Dark Reading reports a ransomware campaign that leans on impersonating Interpol to pressure small businesses, using straightforward social engineering rather than sophisticated tooling. By dressing up their demands as communications from the international police organization, the attackers try to intimidate owners and staff who may lack dedicated security teams into believing they are in legal trouble and paying up. The campaign spans several regions, including the United States, Europe, and the Middle East. It is a reminder that authority-themed impersonation remains effective against smaller organizations, where a convincing-looking notice can short-circuit normal caution and verification.
Push Security reports that attackers are creating OpenAI organizations that impersonate legitimate companies and inviting employees, including at cybersecurity firms, to join them, aiming to trick people into entering sensitive company information into chats and projects under attacker control. The danger is that the invitations come from OpenAI's own infrastructure, so they are genuine messages and slip past email security controls that would catch ordinary phishing. It is a reminder that trusted SaaS platforms can be turned into phishing channels through their normal invitation features, where the message itself is legitimate even though the inviting organization is fraudulent. Verification of unexpected invites is the key defense.
Socket reported 73 newly identified malicious extensions on Open VSX, the marketplace used by VS Code, Cursor, and Windsurf editors. The extensions impersonate popular developer tools - same name, same icon, but published by newly-created GitHub accounts with empty repositories. Instead of being malicious from day one, they sit harmlessly for weeks gathering downloads and trust, then push a 'normal' update that silently installs malware. Six of the 73 extensions have already activated; the rest are still in the sleeper phase. The campaign is part of GlassWorm, an ongoing supply-chain attack family that has been working its way through npm, GitHub, and editor extension marketplaces since 2025.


REQUIREMENT:
Among the entries below, please show each line that carries the word "chart".

START RECORDS PROVIDED

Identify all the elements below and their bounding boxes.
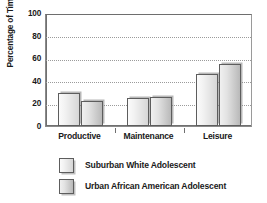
legend-label-series-1: Urban African American Adolescent	[85, 181, 226, 192]
plot-area	[45, 14, 252, 127]
legend-item-series-0: Suburban White Adolescent	[59, 155, 264, 176]
bar-productive-series-0	[58, 93, 80, 126]
x-tick-label: Leisure	[183, 129, 252, 143]
series-0-swatch	[59, 158, 74, 173]
bar-leisure-series-1	[219, 64, 241, 125]
chart-legend: Suburban White Adolescent Urban African …	[59, 155, 264, 197]
y-tick-label: 0	[21, 122, 41, 131]
x-axis-tick-labels: ProductiveMaintenanceLeisure	[45, 129, 252, 143]
y-axis-title: Percentage of Time Spent	[4, 0, 18, 78]
bar-maintenance-series-0	[127, 98, 149, 125]
bar-productive-series-1	[81, 101, 103, 126]
y-tick-label: 60	[21, 54, 41, 63]
bar-leisure-series-0	[196, 74, 218, 126]
x-tick-label: Productive	[45, 129, 114, 143]
y-tick-label: 80	[21, 32, 41, 41]
bar-chart-figure: Percentage of Time Spent 020406080100 Pr…	[0, 0, 267, 203]
y-tick-label: 100	[21, 9, 41, 18]
y-tick-label: 40	[21, 77, 41, 86]
y-tick-label: 20	[21, 99, 41, 108]
y-axis-tick-labels: 020406080100	[21, 9, 41, 129]
y-axis-line	[46, 15, 47, 126]
gridline	[46, 60, 251, 61]
legend-label-series-0: Suburban White Adolescent	[85, 160, 196, 171]
bar-maintenance-series-1	[150, 97, 172, 125]
legend-item-series-1: Urban African American Adolescent	[59, 176, 264, 197]
x-tick-label: Maintenance	[114, 129, 183, 143]
gridline	[46, 37, 251, 38]
series-1-swatch	[59, 179, 74, 194]
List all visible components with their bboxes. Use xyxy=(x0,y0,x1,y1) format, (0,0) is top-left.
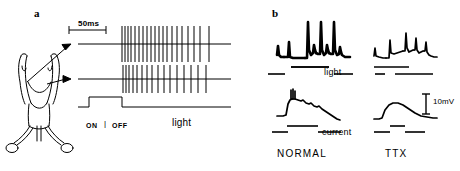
ttx-light-response xyxy=(374,33,437,58)
normal-current-response xyxy=(277,89,340,120)
extracellular-spike-train-upper xyxy=(78,26,231,62)
stimulus-bars-light-row xyxy=(268,67,433,74)
stimulus-off-label: OFF xyxy=(112,122,128,129)
ttx-current-response xyxy=(374,103,437,119)
panel-b-current-row-label: current xyxy=(322,128,351,137)
preparation-diagram xyxy=(6,54,73,153)
panel-b-graphics xyxy=(268,22,437,132)
panel-a-stimulus-name: light xyxy=(172,118,191,128)
stimulus-on-label: ON xyxy=(86,122,98,129)
column-label-normal: NORMAL xyxy=(277,149,327,159)
column-label-ttx: TTX xyxy=(385,149,408,159)
voltage-scale-label: 10mV xyxy=(433,98,454,106)
extracellular-spike-train-lower xyxy=(78,65,231,93)
time-scale-label: 50ms xyxy=(78,20,99,28)
panel-b-light-row-label: light xyxy=(324,68,342,77)
normal-light-response xyxy=(277,22,350,58)
voltage-scale-bar xyxy=(422,94,430,114)
light-stimulus-step xyxy=(78,97,231,107)
panel-a-graphics xyxy=(0,0,460,171)
stimulus-separator: | xyxy=(104,120,106,128)
recording-arrows xyxy=(27,44,71,84)
figure-root: a b xyxy=(0,0,460,171)
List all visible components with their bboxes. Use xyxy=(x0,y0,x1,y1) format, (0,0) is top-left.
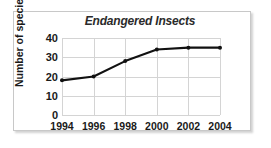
x-axis-tick-labels: 199419961998200020022004 xyxy=(0,0,271,148)
x-tick-label: 1998 xyxy=(112,121,138,132)
x-tick-label: 2004 xyxy=(207,121,233,132)
x-tick-label: 1996 xyxy=(81,121,107,132)
chart-figure: Endangered Insects Number of species 010… xyxy=(0,0,271,148)
x-tick-label: 2000 xyxy=(144,121,170,132)
x-tick-label: 2002 xyxy=(175,121,201,132)
x-tick-label: 1994 xyxy=(49,121,75,132)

END RECORDS PROVIDED

ANSWER SPACE:
chart-legend: Suburban White Adolescent Urban African …	[59, 155, 264, 197]
bar-chart-figure: Percentage of Time Spent 020406080100 Pr…	[0, 0, 267, 203]
chart-figure: Endangered Insects Number of species 010… xyxy=(0,0,271,148)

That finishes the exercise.